In the innocent early years of the smartphone, theatres used to ask people to switch the devices all the way off – an amusing notion now, but universally disregarded even then. It’s a measure of the technology’s global triumph that, in the pre-show speech, the Gate’s front-of-house man no longer even suggests such a draconian option.

Instead, he asked us only to turn our phones to silent, in non-vibrate mode, and to keep them closeted in bags or pockets throughout.

This was accompanied with warnings about the extreme sensitivity of the theatre’s acoustics and of the actors’ vulnerability to distraction by unwanted sound and lights.

Reminded powerfully of the social death that would result from my phone bleeping at a quiet moment, I treble-checked that mine was muted, before pocketing it.

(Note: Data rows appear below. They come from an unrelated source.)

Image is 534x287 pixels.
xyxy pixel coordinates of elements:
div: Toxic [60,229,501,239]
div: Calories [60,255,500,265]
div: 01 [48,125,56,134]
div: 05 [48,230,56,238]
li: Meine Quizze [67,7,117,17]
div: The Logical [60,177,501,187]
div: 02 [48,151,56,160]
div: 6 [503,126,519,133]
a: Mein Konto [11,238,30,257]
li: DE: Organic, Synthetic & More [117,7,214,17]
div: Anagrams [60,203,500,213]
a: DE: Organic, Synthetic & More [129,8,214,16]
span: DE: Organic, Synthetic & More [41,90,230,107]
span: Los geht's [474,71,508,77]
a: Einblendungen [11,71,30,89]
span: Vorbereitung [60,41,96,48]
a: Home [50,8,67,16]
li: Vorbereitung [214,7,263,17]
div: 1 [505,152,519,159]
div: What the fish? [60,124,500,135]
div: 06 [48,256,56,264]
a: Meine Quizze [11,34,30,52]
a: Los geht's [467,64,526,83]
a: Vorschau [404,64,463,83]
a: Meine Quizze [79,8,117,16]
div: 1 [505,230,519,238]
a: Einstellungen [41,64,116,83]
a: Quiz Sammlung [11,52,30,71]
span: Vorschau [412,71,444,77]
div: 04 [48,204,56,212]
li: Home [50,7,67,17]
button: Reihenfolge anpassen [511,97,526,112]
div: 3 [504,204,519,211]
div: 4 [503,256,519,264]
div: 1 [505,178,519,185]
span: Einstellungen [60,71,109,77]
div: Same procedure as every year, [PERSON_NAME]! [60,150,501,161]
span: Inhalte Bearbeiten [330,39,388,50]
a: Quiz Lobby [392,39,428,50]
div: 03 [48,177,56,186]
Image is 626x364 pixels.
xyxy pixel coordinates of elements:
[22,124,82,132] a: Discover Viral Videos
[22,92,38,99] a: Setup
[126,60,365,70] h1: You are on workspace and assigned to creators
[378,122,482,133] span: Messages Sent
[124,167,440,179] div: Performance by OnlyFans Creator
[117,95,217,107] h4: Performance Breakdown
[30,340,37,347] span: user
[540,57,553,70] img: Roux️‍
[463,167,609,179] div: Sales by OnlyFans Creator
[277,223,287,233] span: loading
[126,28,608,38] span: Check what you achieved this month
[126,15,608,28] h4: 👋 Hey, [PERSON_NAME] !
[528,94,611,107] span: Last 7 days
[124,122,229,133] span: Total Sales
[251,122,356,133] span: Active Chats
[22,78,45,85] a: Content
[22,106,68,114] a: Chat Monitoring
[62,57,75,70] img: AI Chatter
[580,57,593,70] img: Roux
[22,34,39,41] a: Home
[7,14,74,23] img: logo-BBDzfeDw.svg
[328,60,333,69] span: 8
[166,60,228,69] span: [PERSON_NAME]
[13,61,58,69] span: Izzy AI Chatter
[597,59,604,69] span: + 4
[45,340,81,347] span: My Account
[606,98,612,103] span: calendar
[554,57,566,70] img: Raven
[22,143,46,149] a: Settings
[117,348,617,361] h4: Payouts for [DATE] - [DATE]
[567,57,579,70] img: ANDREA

Then, just as the play began and with a sensation of my blood curdling, I remembered the new Apple Watch – bought in a weak moment recently – now adorning my wrist.

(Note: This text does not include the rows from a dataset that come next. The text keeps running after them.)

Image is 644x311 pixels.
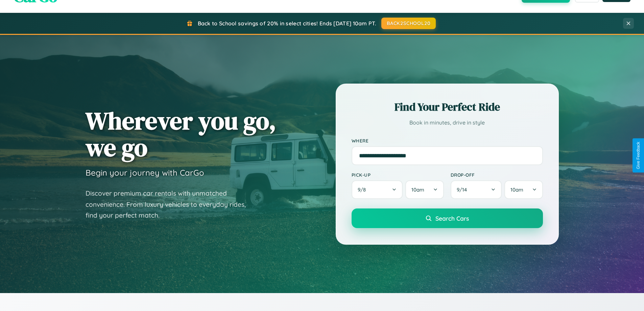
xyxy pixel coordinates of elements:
span: 10am [510,186,523,193]
span: 10am [411,186,424,193]
h1: Wherever you go, we go [86,107,276,161]
button: BACK2SCHOOL20 [381,17,436,29]
span: 9 / 14 [457,186,470,193]
span: Back to School savings of 20% in select cities! Ends [DATE] 10am PT. [198,20,376,27]
label: Drop-off [451,172,543,177]
label: Pick-up [351,172,444,177]
button: 10am [504,180,543,199]
p: Book in minutes, drive in style [351,118,543,127]
button: 10am [406,180,443,199]
h3: Begin your journey with CarGo [86,168,204,177]
span: Search Cars [435,214,469,222]
span: 9 / 8 [358,186,369,193]
button: 9/14 [451,180,502,199]
button: Search Cars [351,208,543,228]
button: 9/8 [351,180,403,199]
label: Where [351,138,543,143]
p: Discover premium car rentals with unmatched convenience. From luxury vehicles to everyday rides, ... [86,188,255,221]
h2: Find Your Perfect Ride [351,100,543,114]
div: Give Feedback [636,142,640,169]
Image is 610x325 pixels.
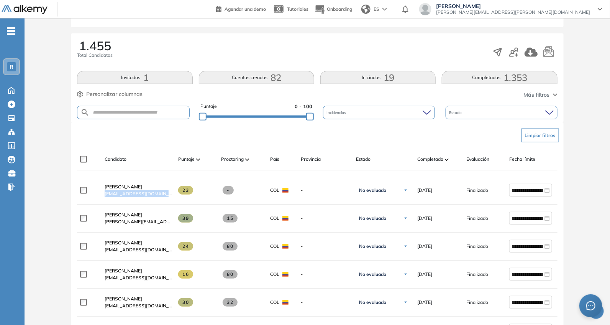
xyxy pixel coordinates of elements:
span: [DATE] [417,215,432,221]
div: Estado [446,106,558,119]
span: - [301,271,350,277]
span: message [586,301,595,310]
span: [EMAIL_ADDRESS][DOMAIN_NAME] [105,246,172,253]
span: [PERSON_NAME] [105,295,142,301]
span: Fecha límite [509,156,535,162]
img: COL [282,300,289,304]
img: [missing "en.ARROW_ALT" translation] [245,158,249,161]
span: [DATE] [417,298,432,305]
span: [PERSON_NAME] [105,239,142,245]
span: No evaluado [359,187,386,193]
span: [PERSON_NAME][EMAIL_ADDRESS][PERSON_NAME][DOMAIN_NAME] [105,218,172,225]
span: 80 [223,242,238,250]
span: Incidencias [327,110,348,115]
span: Finalizado [466,298,488,305]
span: Finalizado [466,215,488,221]
span: [DATE] [417,243,432,249]
span: COL [270,271,279,277]
span: - [301,298,350,305]
img: COL [282,216,289,220]
img: [missing "en.ARROW_ALT" translation] [445,158,449,161]
span: Finalizado [466,243,488,249]
img: Ícono de flecha [403,188,408,192]
span: COL [270,243,279,249]
a: Agendar una demo [216,4,266,13]
span: Agendar una demo [225,6,266,12]
span: R [10,64,13,70]
img: SEARCH_ALT [80,108,90,117]
span: Onboarding [327,6,352,12]
span: Provincia [301,156,321,162]
span: Puntaje [178,156,195,162]
img: Ícono de flecha [403,244,408,248]
span: País [270,156,279,162]
button: Cuentas creadas82 [199,71,314,84]
span: No evaluado [359,271,386,277]
button: Onboarding [315,1,352,18]
button: Invitados1 [77,71,192,84]
span: - [301,243,350,249]
span: Total Candidatos [77,52,113,59]
span: 15 [223,214,238,222]
span: No evaluado [359,215,386,221]
span: [PERSON_NAME] [105,184,142,189]
button: Personalizar columnas [77,90,143,98]
a: [PERSON_NAME] [105,267,172,274]
span: 32 [223,298,238,306]
a: [PERSON_NAME] [105,239,172,246]
span: [EMAIL_ADDRESS][DOMAIN_NAME] [105,302,172,309]
button: Más filtros [524,91,558,99]
span: Más filtros [524,91,550,99]
span: [EMAIL_ADDRESS][DOMAIN_NAME] [105,274,172,281]
div: Incidencias [323,106,435,119]
a: [PERSON_NAME] [105,211,172,218]
span: [DATE] [417,187,432,194]
span: 0 - 100 [295,103,312,110]
span: Evaluación [466,156,489,162]
span: 30 [178,298,193,306]
span: COL [270,187,279,194]
img: Logo [2,5,48,15]
span: Finalizado [466,271,488,277]
button: Completadas1.353 [442,71,557,84]
img: COL [282,244,289,248]
span: [DATE] [417,271,432,277]
span: Estado [356,156,371,162]
button: Iniciadas19 [320,71,436,84]
button: Limpiar filtros [521,128,559,142]
img: Ícono de flecha [403,216,408,220]
span: No evaluado [359,299,386,305]
span: 16 [178,270,193,278]
span: 39 [178,214,193,222]
span: Proctoring [221,156,244,162]
span: Personalizar columnas [86,90,143,98]
img: [missing "en.ARROW_ALT" translation] [196,158,200,161]
span: Candidato [105,156,126,162]
span: 24 [178,242,193,250]
img: world [361,5,371,14]
img: arrow [382,8,387,11]
span: [PERSON_NAME][EMAIL_ADDRESS][PERSON_NAME][DOMAIN_NAME] [436,9,590,15]
span: - [223,186,234,194]
span: 1.455 [79,39,111,52]
span: COL [270,215,279,221]
img: COL [282,272,289,276]
span: Estado [449,110,464,115]
span: No evaluado [359,243,386,249]
span: COL [270,298,279,305]
span: - [301,215,350,221]
span: - [301,187,350,194]
img: Ícono de flecha [403,300,408,304]
span: Puntaje [200,103,217,110]
span: [PERSON_NAME] [105,267,142,273]
a: [PERSON_NAME] [105,183,172,190]
span: ES [374,6,379,13]
span: [PERSON_NAME] [436,3,590,9]
span: Finalizado [466,187,488,194]
span: Tutoriales [287,6,308,12]
span: 80 [223,270,238,278]
img: Ícono de flecha [403,272,408,276]
span: 23 [178,186,193,194]
i: - [7,30,15,32]
span: [EMAIL_ADDRESS][DOMAIN_NAME] [105,190,172,197]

The watch does so many intelligent things, I still don’t know what half of them are. But many involve beeps, vibrations, and verbal prompts.

Indeed, only the night before, when I had also forgotten it was there, the watch had interrupted the start of a talk I was giving with a spoken update about my daily exercise routine.

My mild embarrassment on that occasion earned a laugh from the audience. But I doubted the Gate would be so forgiving.

Unfortunately, it was too late now to find out how to mute the watch.

Instead, I pulled my shirt and jumper sleeves down over it. Then I clamped my right hand over left wrist for the entire performance, hoping to strangle any vibrations at birth.

Mercifully, there wasn’t a peep from the watch throughout.

Perhaps it too had heard the front-of-house man’s speech and entered a self-imposed coma. It wouldn’t surprise me if it can do that.

Soon it was bossing me around again, as usual. I don’t think it was a comment on the play, as such – although the watch is American and may be easily enthused by theatre – but the first thing it told me afterwards was that I hadn’t reached my daily target for standing.